On The Road: The Original Scroll Quotes
"The only people for me are the mad ones, the ones who are mad to live, mad to talk, mad to be saved, desirous of everything at the same time, the ones who never yawn or say a commonplace thing…but burn, burn, burn like fabulous yellow roman candles exploding like spiders across the stars."
"The writing of the novel, begun before Kerouac first travels on the road with Neal Cassady in December of 1948, is tested, broken, and changed by the subsequent transcontinental trips Kerouac makes with him that will in the end become the story of the book and that Kerouac faithfully records in his travel journals."
"What is life? What does it mean to be alive when death, the shrouded stranger, is gaining at your heels?"
"In so consciously disrupting our understanding of what it is we are reading when we read the original scroll version of On the Road, Kerouac’s claim that the book ‘marks complete departure from Town & City and in fact from previous American Lit’ seems justified."
"Life’s impermanence and the inevitability of suffering inform and motivate Kerouac’s heightened sensitivity and responsiveness to the phenomenal world."
"I wrote it with joy in my heart, and a conviction that somewhere along the line somebody will see it without the present day goggles on and realize the freedom of expression that still lies ahead."
"This urgency pushes Kerouac to strip his writing of ‘made-up’ stories."
"Kerouac’s clattering typewriter is folded in with Jackson Pollock’s furious brushstrokes and Charlie Parker’s escalating and spiraling alto saxophone choruses in a trinity representing the breakthrough of a new postwar counterculture seemingly built on sweat, immediacy, and instinct, rather than apprenticeship, craft, and daring practice."
"None of my characters travel 'in packs' or are a 'juvenile gang' ensemble or carry knives. I conceived On the Road as a book about tenderness among the wild young hell-raisers like your grandfather in 1880 when he was a youngster."

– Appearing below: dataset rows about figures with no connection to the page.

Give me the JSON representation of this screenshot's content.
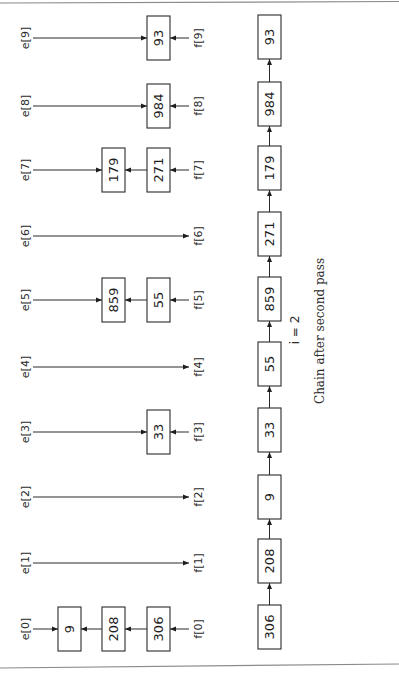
{
  "figure": {
    "orientation": "rotated-90-ccw",
    "caption": "Chain after second pass",
    "pass_label": "i = 2",
    "head_array_name": "e",
    "tail_array_name": "f",
    "buckets": [
      {
        "index": 0,
        "e_label": "e[0]",
        "f_label": "f[0]",
        "nodes": [
          "9",
          "208",
          "306"
        ]
      },
      {
        "index": 1,
        "e_label": "e[1]",
        "f_label": "f[1]",
        "nodes": []
      },
      {
        "index": 2,
        "e_label": "e[2]",
        "f_label": "f[2]",
        "nodes": []
      },
      {
        "index": 3,
        "e_label": "e[3]",
        "f_label": "f[3]",
        "nodes": [
          "33"
        ]
      },
      {
        "index": 4,
        "e_label": "e[4]",
        "f_label": "f[4]",
        "nodes": []
      },
      {
        "index": 5,
        "e_label": "e[5]",
        "f_label": "f[5]",
        "nodes": [
          "859",
          "55"
        ]
      },
      {
        "index": 6,
        "e_label": "e[6]",
        "f_label": "f[6]",
        "nodes": []
      },
      {
        "index": 7,
        "e_label": "e[7]",
        "f_label": "f[7]",
        "nodes": [
          "179",
          "271"
        ]
      },
      {
        "index": 8,
        "e_label": "e[8]",
        "f_label": "f[8]",
        "nodes": [
          "984"
        ]
      },
      {
        "index": 9,
        "e_label": "e[9]",
        "f_label": "f[9]",
        "nodes": [
          "93"
        ]
      }
    ],
    "chain": [
      "306",
      "208",
      "9",
      "33",
      "55",
      "859",
      "271",
      "179",
      "984",
      "93"
    ]
  }
}
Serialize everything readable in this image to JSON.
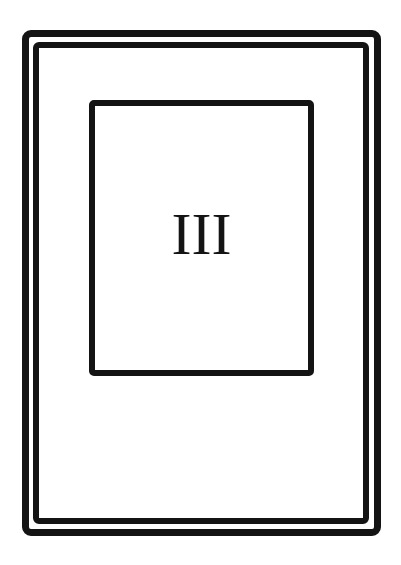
{
  "card": {
    "numeral": "III",
    "ink_color": "#141414",
    "background_color": "#ffffff"
  }
}
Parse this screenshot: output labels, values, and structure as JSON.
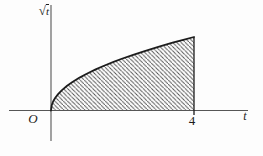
{
  "figure": {
    "background": "#fdfdfd",
    "curve_color": "#1c1c1c",
    "axis_color": "#565656",
    "hatch_color": "#4f4f4f"
  },
  "chart_data": {
    "type": "area",
    "title": "",
    "function": "y = √t",
    "xlabel": "t",
    "ylabel": "√t",
    "ylabel_parts": {
      "radical": "√",
      "variable": "t"
    },
    "origin_label": "O",
    "x_ticks": [
      {
        "value": 4,
        "label": "4"
      }
    ],
    "y_ticks": [],
    "xlim": [
      -1.2,
      5.5
    ],
    "ylim": [
      -0.9,
      2.9
    ],
    "grid": false,
    "legend": false,
    "curve": {
      "x": [
        0,
        0.02,
        0.06,
        0.12,
        0.2,
        0.3,
        0.45,
        0.6,
        0.8,
        1.0,
        1.25,
        1.5,
        1.75,
        2.0,
        2.3,
        2.6,
        3.0,
        3.4,
        3.7,
        4.0
      ],
      "y": [
        0,
        0.141,
        0.245,
        0.346,
        0.447,
        0.548,
        0.671,
        0.775,
        0.894,
        1.0,
        1.118,
        1.225,
        1.323,
        1.414,
        1.517,
        1.612,
        1.732,
        1.844,
        1.924,
        2.0
      ]
    },
    "shaded_region": {
      "type": "area-under-curve",
      "x_from": 0,
      "x_to": 4,
      "fill_style": "diagonal-hatch",
      "hatch_direction": "backslash"
    }
  }
}
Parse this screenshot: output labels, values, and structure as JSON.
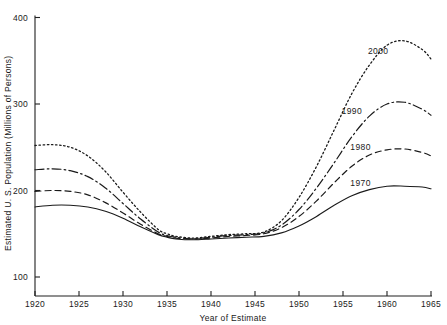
{
  "chart_data": {
    "type": "line",
    "title": "",
    "xlabel": "Year of Estimate",
    "ylabel": "Estimated U. S. Population (Millions of Persons)",
    "xlim": [
      1920,
      1965
    ],
    "ylim": [
      100,
      400
    ],
    "xticks": [
      1920,
      1925,
      1930,
      1935,
      1940,
      1945,
      1950,
      1955,
      1960,
      1965
    ],
    "xticklabels": [
      "1920",
      "1925",
      "1930",
      "1935",
      "1940",
      "1945",
      "1950",
      "1955",
      "1960",
      "1965"
    ],
    "yticks": [
      100,
      200,
      300,
      400
    ],
    "yticklabels": [
      "100",
      "200",
      "300",
      "400"
    ],
    "grid": false,
    "legend_position": "inline-right",
    "x": [
      1920,
      1922,
      1924,
      1926,
      1928,
      1930,
      1932,
      1934,
      1935,
      1936,
      1938,
      1940,
      1942,
      1944,
      1946,
      1948,
      1950,
      1952,
      1954,
      1956,
      1958,
      1960,
      1962,
      1964,
      1965
    ],
    "series": [
      {
        "name": "2000",
        "label": "2000",
        "style": "dotted",
        "label_x": 1959,
        "label_y": 358,
        "values": [
          252,
          253,
          250,
          240,
          222,
          198,
          175,
          155,
          150,
          147,
          145,
          147,
          149,
          150,
          152,
          165,
          192,
          228,
          270,
          312,
          345,
          368,
          373,
          363,
          352
        ]
      },
      {
        "name": "1990",
        "label": "1990",
        "style": "dash-dot",
        "label_x": 1956,
        "label_y": 289,
        "values": [
          224,
          225,
          223,
          216,
          203,
          185,
          167,
          152,
          148,
          146,
          144,
          146,
          148,
          149,
          151,
          160,
          178,
          203,
          232,
          262,
          286,
          300,
          302,
          294,
          287
        ]
      },
      {
        "name": "1980",
        "label": "1980",
        "style": "dashed",
        "label_x": 1957,
        "label_y": 247,
        "values": [
          199,
          200,
          199,
          195,
          186,
          174,
          161,
          150,
          147,
          145,
          144,
          145,
          147,
          148,
          150,
          157,
          170,
          188,
          209,
          228,
          241,
          247,
          248,
          244,
          240
        ]
      },
      {
        "name": "1970",
        "label": "1970",
        "style": "solid",
        "label_x": 1957,
        "label_y": 205,
        "values": [
          181,
          183,
          183,
          181,
          176,
          168,
          158,
          149,
          146,
          144,
          143,
          144,
          145,
          146,
          147,
          151,
          159,
          170,
          183,
          194,
          201,
          205,
          205,
          204,
          202
        ]
      }
    ]
  }
}
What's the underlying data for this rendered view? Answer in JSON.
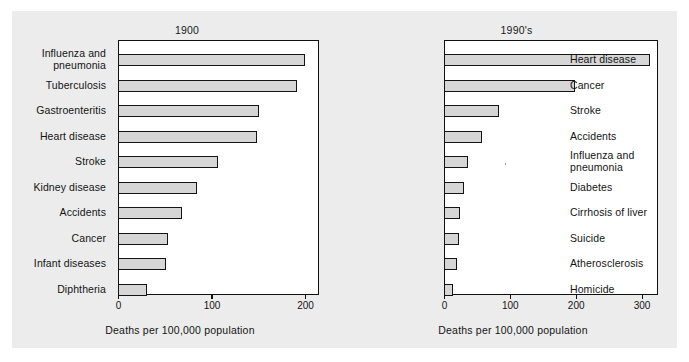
{
  "figure": {
    "background_color": "#ececec",
    "bar_fill_color": "#d6d6d6",
    "bar_edge_color": "#141414"
  },
  "chart_data": [
    {
      "type": "bar",
      "orientation": "horizontal",
      "title": "1900",
      "xlabel": "Deaths per 100,000 population",
      "ylabel": "",
      "xlim": [
        0,
        215
      ],
      "xticks": [
        0,
        100,
        200
      ],
      "xticklabels": [
        "0",
        "100",
        "200"
      ],
      "grid": false,
      "legend": false,
      "categories": [
        "Influenza and\npneumonia",
        "Tuberculosis",
        "Gastroenteritis",
        "Heart disease",
        "Stroke",
        "Kidney disease",
        "Accidents",
        "Cancer",
        "Infant diseases",
        "Diphtheria"
      ],
      "values": [
        198,
        189,
        149,
        147,
        105,
        82,
        66,
        51,
        49,
        29
      ]
    },
    {
      "type": "bar",
      "orientation": "horizontal",
      "title": "1990's",
      "xlabel": "Deaths per 100,000 population",
      "ylabel": "",
      "xlim": [
        0,
        325
      ],
      "xticks": [
        0,
        100,
        200,
        300
      ],
      "xticklabels": [
        "0",
        "100",
        "200",
        "300"
      ],
      "grid": false,
      "legend": false,
      "categories": [
        "Heart disease",
        "Cancer",
        "Stroke",
        "Accidents",
        "Influenza and\npneumonia",
        "Diabetes",
        "Cirrhosis of liver",
        "Suicide",
        "Atherosclerosis",
        "Homicide"
      ],
      "values": [
        310,
        196,
        80,
        55,
        33,
        27,
        21,
        19,
        17,
        10
      ]
    }
  ],
  "panels": [
    {
      "id": "1900",
      "title": "1900",
      "axis_title": "Deaths per 100,000 population",
      "ticks": [
        "0",
        "100",
        "200"
      ],
      "rows": [
        {
          "label_line1": "Influenza and",
          "label_line2": "pneumonia",
          "value": 198
        },
        {
          "label_line1": "Tuberculosis",
          "label_line2": "",
          "value": 189
        },
        {
          "label_line1": "Gastroenteritis",
          "label_line2": "",
          "value": 149
        },
        {
          "label_line1": "Heart disease",
          "label_line2": "",
          "value": 147
        },
        {
          "label_line1": "Stroke",
          "label_line2": "",
          "value": 105
        },
        {
          "label_line1": "Kidney disease",
          "label_line2": "",
          "value": 82
        },
        {
          "label_line1": "Accidents",
          "label_line2": "",
          "value": 66
        },
        {
          "label_line1": "Cancer",
          "label_line2": "",
          "value": 51
        },
        {
          "label_line1": "Infant diseases",
          "label_line2": "",
          "value": 49
        },
        {
          "label_line1": "Diphtheria",
          "label_line2": "",
          "value": 29
        }
      ]
    },
    {
      "id": "1990",
      "title": "1990's",
      "axis_title": "Deaths per 100,000 population",
      "ticks": [
        "0",
        "100",
        "200",
        "300"
      ],
      "rows": [
        {
          "label_line1": "Heart disease",
          "label_line2": "",
          "value": 310
        },
        {
          "label_line1": "Cancer",
          "label_line2": "",
          "value": 196
        },
        {
          "label_line1": "Stroke",
          "label_line2": "",
          "value": 80
        },
        {
          "label_line1": "Accidents",
          "label_line2": "",
          "value": 55
        },
        {
          "label_line1": "Influenza and",
          "label_line2": "pneumonia",
          "value": 33
        },
        {
          "label_line1": "Diabetes",
          "label_line2": "",
          "value": 27
        },
        {
          "label_line1": "Cirrhosis of liver",
          "label_line2": "",
          "value": 21
        },
        {
          "label_line1": "Suicide",
          "label_line2": "",
          "value": 19
        },
        {
          "label_line1": "Atherosclerosis",
          "label_line2": "",
          "value": 17
        },
        {
          "label_line1": "Homicide",
          "label_line2": "",
          "value": 10
        }
      ]
    }
  ]
}
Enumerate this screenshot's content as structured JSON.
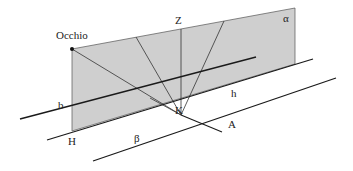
{
  "diagram": {
    "labels": {
      "eye": "Occhio",
      "zenith": "Z",
      "plane_alpha": "α",
      "line_b": "b",
      "point_h": "H",
      "point_k": "K",
      "line_h": "h",
      "plane_beta": "β",
      "point_a": "A"
    },
    "colors": {
      "plane_fill": "#cfcfcf",
      "line": "#1a1a1a",
      "background": "#ffffff"
    }
  }
}
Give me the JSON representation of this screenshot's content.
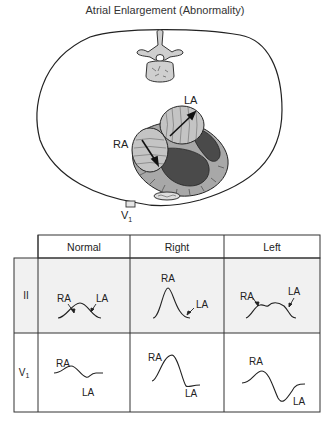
{
  "title": "Atrial Enlargement (Abnormality)",
  "anatomy": {
    "labels": {
      "right_atrium": "RA",
      "left_atrium": "LA",
      "electrode": "V",
      "electrode_sub": "1"
    }
  },
  "table": {
    "columns": [
      "Normal",
      "Right",
      "Left"
    ],
    "rows": [
      {
        "lead": "II",
        "lead_sub": "",
        "cells": [
          {
            "labels": [
              "RA",
              "LA"
            ]
          },
          {
            "labels": [
              "RA",
              "LA"
            ]
          },
          {
            "labels": [
              "RA",
              "LA"
            ]
          }
        ]
      },
      {
        "lead": "V",
        "lead_sub": "1",
        "cells": [
          {
            "labels": [
              "RA",
              "LA"
            ]
          },
          {
            "labels": [
              "RA",
              "LA"
            ]
          },
          {
            "labels": [
              "RA",
              "LA"
            ]
          }
        ]
      }
    ]
  },
  "colors": {
    "outline": "#222222",
    "grid": "#333333",
    "row_shade": "#f1f1f1",
    "heart_light": "#b8b8b8",
    "heart_dark": "#4a4a4a",
    "bone": "#c8c8c8"
  }
}
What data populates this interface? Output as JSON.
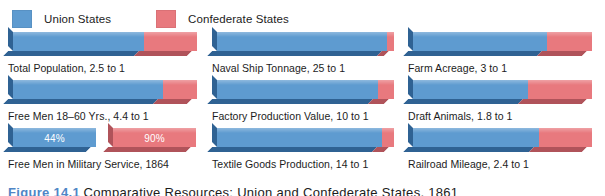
{
  "legend": {
    "union": {
      "label": "Union States",
      "color": "#5e9bd0",
      "icon": "legend-swatch-icon"
    },
    "confederate": {
      "label": "Confederate States",
      "color": "#e8797e",
      "icon": "legend-swatch-icon"
    }
  },
  "colors": {
    "union": "#5e9bd0",
    "confederate": "#e8797e",
    "union_shadow": "#2f6293",
    "confederate_shadow": "#b0535a",
    "background": "#ffffff",
    "caption_accent": "#4f86c6"
  },
  "caption": {
    "number": "Figure 14.1",
    "text": "Comparative Resources: Union and Confederate States, 1861"
  },
  "chart_data": {
    "type": "bar",
    "title": "Comparative Resources: Union and Confederate States, 1861",
    "orientation": "horizontal",
    "stacked": true,
    "grid": false,
    "legend_position": "top-left",
    "xlabel": "",
    "ylabel": "",
    "xlim": [
      0,
      100
    ],
    "series": [
      {
        "name": "Union States",
        "color": "#5e9bd0"
      },
      {
        "name": "Confederate States",
        "color": "#e8797e"
      }
    ],
    "categories": [
      "Total Population",
      "Naval Ship Tonnage",
      "Farm Acreage",
      "Free Men 18–60 Yrs.",
      "Factory Production Value",
      "Draft Animals",
      "Free Men in Military Service, 1864",
      "Textile Goods Production",
      "Railroad Mileage"
    ],
    "items": [
      {
        "id": "total-population",
        "caption": "Total Population, 2.5 to 1",
        "ratio": "2.5 to 1",
        "union_pct": 71.4,
        "confederate_pct": 28.6,
        "mode": "stacked"
      },
      {
        "id": "naval-ship-tonnage",
        "caption": "Naval Ship Tonnage, 25 to 1",
        "ratio": "25 to 1",
        "union_pct": 96.2,
        "confederate_pct": 3.8,
        "mode": "stacked"
      },
      {
        "id": "farm-acreage",
        "caption": "Farm Acreage, 3 to 1",
        "ratio": "3 to 1",
        "union_pct": 75.0,
        "confederate_pct": 25.0,
        "mode": "stacked"
      },
      {
        "id": "free-men-18-60",
        "caption": "Free Men 18–60 Yrs., 4.4 to 1",
        "ratio": "4.4 to 1",
        "union_pct": 81.5,
        "confederate_pct": 18.5,
        "mode": "stacked"
      },
      {
        "id": "factory-production-value",
        "caption": "Factory Production Value, 10 to 1",
        "ratio": "10 to 1",
        "union_pct": 90.9,
        "confederate_pct": 9.1,
        "mode": "stacked"
      },
      {
        "id": "draft-animals",
        "caption": "Draft Animals, 1.8 to 1",
        "ratio": "1.8 to 1",
        "union_pct": 64.3,
        "confederate_pct": 35.7,
        "mode": "stacked"
      },
      {
        "id": "free-men-military-service",
        "caption": "Free Men in Military Service, 1864",
        "ratio": "",
        "union_pct": 44,
        "confederate_pct": 90,
        "union_label": "44%",
        "confederate_label": "90%",
        "mode": "dual"
      },
      {
        "id": "textile-goods-production",
        "caption": "Textile Goods Production, 14 to 1",
        "ratio": "14 to 1",
        "union_pct": 93.3,
        "confederate_pct": 6.7,
        "mode": "stacked"
      },
      {
        "id": "railroad-mileage",
        "caption": "Railroad Mileage, 2.4 to 1",
        "ratio": "2.4 to 1",
        "union_pct": 70.6,
        "confederate_pct": 29.4,
        "mode": "stacked"
      }
    ]
  }
}
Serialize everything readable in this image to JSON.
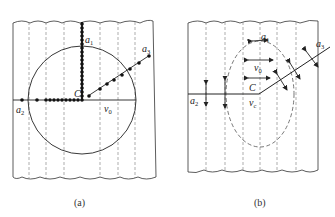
{
  "figure": {
    "panels": [
      {
        "id": "a",
        "caption": "(a)",
        "labels": {
          "a1": {
            "main": "a",
            "sub": "1"
          },
          "a2": {
            "main": "a",
            "sub": "2"
          },
          "a3": {
            "main": "a",
            "sub": "3"
          },
          "center": "C",
          "v0": {
            "main": "v",
            "sub": "0"
          }
        },
        "description": "Fibrous strip with circle; dotted radial paths a1 (up), a2 (left), a3 (diagonal up-right) from center C"
      },
      {
        "id": "b",
        "caption": "(b)",
        "labels": {
          "a1": {
            "main": "a",
            "sub": "1"
          },
          "a2": {
            "main": "a",
            "sub": "2"
          },
          "a3": {
            "main": "a",
            "sub": "3"
          },
          "center": "C",
          "v0": {
            "main": "v",
            "sub": "0"
          },
          "vc": {
            "main": "v",
            "sub": "c"
          }
        },
        "description": "Fibrous strip with dashed ellipse; double-headed arrows indicating vibration directions along paths"
      }
    ],
    "colors": {
      "line": "#222222",
      "dashed": "#777777",
      "background": "#ffffff"
    }
  }
}
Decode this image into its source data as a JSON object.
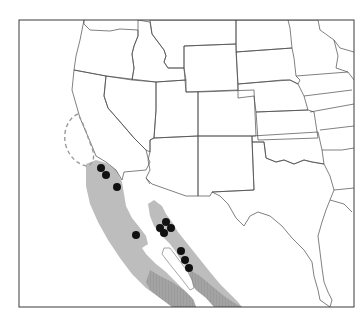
{
  "map": {
    "title": "",
    "region": "Southwestern North America",
    "colors": {
      "background": "#ffffff",
      "state_lines": "#4a4a4a",
      "range_primary": "#bdbdbd",
      "range_secondary": "#9e9e9e",
      "historic_range_outline": "#9a9a9a",
      "occurrence_points": "#111111"
    },
    "layers": [
      {
        "name": "state-boundaries",
        "style": "thin black lines"
      },
      {
        "name": "species-range",
        "style": "light gray fill"
      },
      {
        "name": "species-range-southern",
        "style": "darker stippled gray fill"
      },
      {
        "name": "historic-range",
        "style": "dashed gray outline"
      },
      {
        "name": "occurrence-sites",
        "style": "black filled circles"
      }
    ],
    "occurrence_points": [
      {
        "x": 101,
        "y": 168
      },
      {
        "x": 106,
        "y": 175
      },
      {
        "x": 117,
        "y": 187
      },
      {
        "x": 136,
        "y": 235
      },
      {
        "x": 166,
        "y": 222
      },
      {
        "x": 160,
        "y": 228
      },
      {
        "x": 171,
        "y": 228
      },
      {
        "x": 164,
        "y": 233
      },
      {
        "x": 181,
        "y": 251
      },
      {
        "x": 185,
        "y": 260
      },
      {
        "x": 189,
        "y": 268
      }
    ],
    "occurrence_count": "11"
  }
}
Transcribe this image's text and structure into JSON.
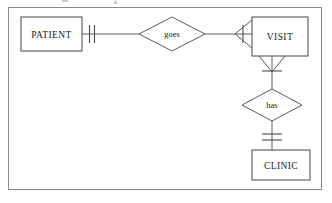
{
  "diagram": {
    "type": "entity-relationship-diagram",
    "notation": "crow's foot",
    "background_color": "#ffffff",
    "line_color": "#5a5a62",
    "text_color": "#1a1a1a",
    "frame": {
      "x": 8,
      "y": 7,
      "width": 314,
      "height": 183
    },
    "entities": [
      {
        "id": "patient",
        "label": "PATIENT",
        "x": 21,
        "y": 17,
        "width": 61,
        "height": 34
      },
      {
        "id": "visit",
        "label": "VISIT",
        "x": 252,
        "y": 17,
        "width": 56,
        "height": 39
      },
      {
        "id": "clinic",
        "label": "CLINIC",
        "x": 252,
        "y": 150,
        "width": 58,
        "height": 30
      }
    ],
    "relationships": [
      {
        "id": "goes",
        "label": "goes",
        "cx": 172,
        "cy": 34,
        "rx": 33,
        "ry": 17,
        "from": "patient",
        "to": "visit",
        "from_cardinality": "exactly-one",
        "to_cardinality": "one-or-many"
      },
      {
        "id": "has",
        "label": "has",
        "cx": 272,
        "cy": 105,
        "rx": 30,
        "ry": 16,
        "from": "visit",
        "to": "clinic",
        "from_cardinality": "one-or-many",
        "to_cardinality": "exactly-one"
      }
    ]
  }
}
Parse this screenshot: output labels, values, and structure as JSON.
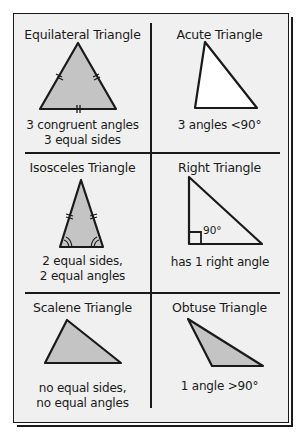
{
  "cells": [
    {
      "title": "Equilateral Triangle",
      "desc_line1": "3 congruent angles",
      "desc_line2": "3 equal sides"
    },
    {
      "title": "Acute Triangle",
      "desc_line1": "3 angles <90°",
      "desc_line2": ""
    },
    {
      "title": "Isosceles Triangle",
      "desc_line1": "2 equal sides,",
      "desc_line2": "2 equal angles"
    },
    {
      "title": "Right Triangle",
      "desc_line1": "has 1 right angle",
      "desc_line2": "",
      "angle_label": "90°"
    },
    {
      "title": "Scalene Triangle",
      "desc_line1": "no equal sides,",
      "desc_line2": "no equal angles"
    },
    {
      "title": "Obtuse Triangle",
      "desc_line1": "1 angle >90°",
      "desc_line2": ""
    }
  ],
  "colors": {
    "fill": "#c4c4c4",
    "stroke": "#1a1a1a",
    "card": "#f0f0f0",
    "white_fill": "#ffffff"
  }
}
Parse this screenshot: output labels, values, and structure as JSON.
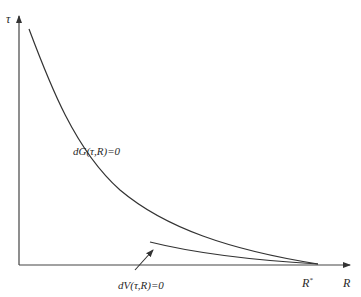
{
  "diagram": {
    "y_axis": {
      "label": "τ"
    },
    "x_axis": {
      "label": "R",
      "marker_label": "R",
      "marker_superscript": "*"
    },
    "curves": [
      {
        "name": "dG",
        "label": "dG(τ,R)=0"
      },
      {
        "name": "dV",
        "label": "dV(τ,R)=0"
      }
    ],
    "colors": {
      "line": "#333333",
      "background": "#ffffff"
    }
  }
}
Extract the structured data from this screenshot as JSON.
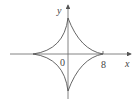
{
  "diagram": {
    "type": "astroid",
    "equation_hint": "x^(2/3) + y^(2/3) = 8^(2/3)",
    "labels": {
      "x_axis": "x",
      "y_axis": "y",
      "origin": "0",
      "x_tick": "8"
    },
    "colors": {
      "stroke": "#555555",
      "text": "#444444"
    }
  }
}
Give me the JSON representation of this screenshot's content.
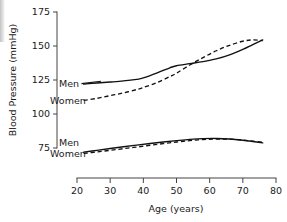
{
  "figure": {
    "name": "blood-pressure-vs-age-chart",
    "background": "#ffffff",
    "ink_color": "#111111"
  },
  "axes": {
    "x": {
      "label": "Age (years)",
      "ticks": [
        20,
        30,
        40,
        50,
        60,
        70,
        80
      ],
      "tick_labels": [
        "20",
        "30",
        "40",
        "50",
        "60",
        "70",
        "80"
      ],
      "min": 20,
      "max": 80,
      "grid": false
    },
    "y": {
      "label": "Blood Pressure (mmHg)",
      "ticks": [
        75,
        100,
        125,
        150,
        175
      ],
      "tick_labels": [
        "75",
        "100",
        "125",
        "150",
        "175"
      ],
      "min": 75,
      "max": 175,
      "grid": false
    }
  },
  "annotations": {
    "systolic_men": "Men",
    "systolic_women": "Women",
    "diastolic_men": "Men",
    "diastolic_women": "Women"
  },
  "chart_data": {
    "type": "line",
    "title": "",
    "xlabel": "Age (years)",
    "ylabel": "Blood Pressure (mmHg)",
    "xlim": [
      20,
      80
    ],
    "ylim": [
      75,
      175
    ],
    "grid": false,
    "legend_position": "inline-annotations",
    "series": [
      {
        "name": "Systolic Men",
        "style": "solid",
        "color": "#111111",
        "x": [
          22,
          26,
          30,
          34,
          38,
          40,
          44,
          48,
          50,
          54,
          58,
          62,
          66,
          70,
          73,
          76
        ],
        "y": [
          122,
          122.8,
          123.5,
          124.3,
          125.5,
          126.5,
          130,
          134,
          135.5,
          137,
          138.5,
          140.5,
          143.5,
          147.5,
          151,
          154.5
        ]
      },
      {
        "name": "Systolic Women",
        "style": "dashed",
        "color": "#111111",
        "x": [
          22,
          26,
          30,
          34,
          38,
          40,
          44,
          48,
          50,
          54,
          58,
          62,
          66,
          70,
          73,
          76
        ],
        "y": [
          110,
          111.5,
          113.5,
          115.5,
          118,
          119.5,
          123,
          127.5,
          130,
          136,
          141.5,
          146.5,
          150.5,
          153.5,
          154.5,
          154
        ]
      },
      {
        "name": "Diastolic Men",
        "style": "solid",
        "color": "#111111",
        "x": [
          22,
          26,
          30,
          34,
          38,
          42,
          46,
          50,
          54,
          58,
          62,
          66,
          70,
          73,
          76
        ],
        "y": [
          72,
          73.3,
          74.6,
          75.9,
          77.1,
          78.3,
          79.4,
          80.4,
          81.3,
          81.9,
          82,
          81.6,
          80.7,
          79.8,
          78.8
        ]
      },
      {
        "name": "Diastolic Women",
        "style": "dashed",
        "color": "#111111",
        "x": [
          22,
          26,
          30,
          34,
          38,
          42,
          46,
          50,
          54,
          58,
          62,
          66,
          70,
          73,
          76
        ],
        "y": [
          71,
          72.1,
          73.3,
          74.5,
          75.7,
          77.0,
          78.2,
          79.4,
          80.4,
          81.2,
          81.6,
          81.5,
          80.8,
          80.1,
          79.2
        ]
      }
    ]
  }
}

"The truth of the matter is, you die, all you do is die, and yet you live, yes you live, and that’s no Harvard lie."
"I wish to evoke that indescribable sad music of the night in America—for reasons which are never deeper than the music."
"It's not the words that count, but the rush of what is said."
"All I wanted and all Neal wanted and all anybody wanted was some kind of penetration into the heart of things."
"The best way, I think, to experience On the Road is sitting alone by a window, feeling the onrush of a poem, a painting, a song about to happen."
"One night in America when the sun had gone down."
"This is the story of America. Everybody's doing what they think they're supposed to do."
"My prose is different, richer in texture."
"You spend a whole life of non-interference with the wishes of others including politicians and the rich and nobody bothers you and you cut along and make it your own way."
"What’s your road, man---holyboy road, madman road, rainbow road, guppy road, any road. It’s an anywhere road for anybody anyhow. Where body how?"
"Juices inform the world, children never know."
"He was reaching his mature decisions in the simplest direct way."
"We were all redeyed from the continual mistral-winds of old Tex-ass."
"They were great grave Indians and they were the source of mankind and the fathers of it."
"In the raw red dusk we said goodbye, on a bridge, over a superhiway."
"The dead bugs mingled with my blood, the live mosquitoes exchanged further portions, I began to tingle all over and smell of the rank, hot and rotten jungle all over from hair and face to feet and toes."
"Of course I was barefoot. To minimize the sweat I put on my bug-smeared T-shirt and lay back again."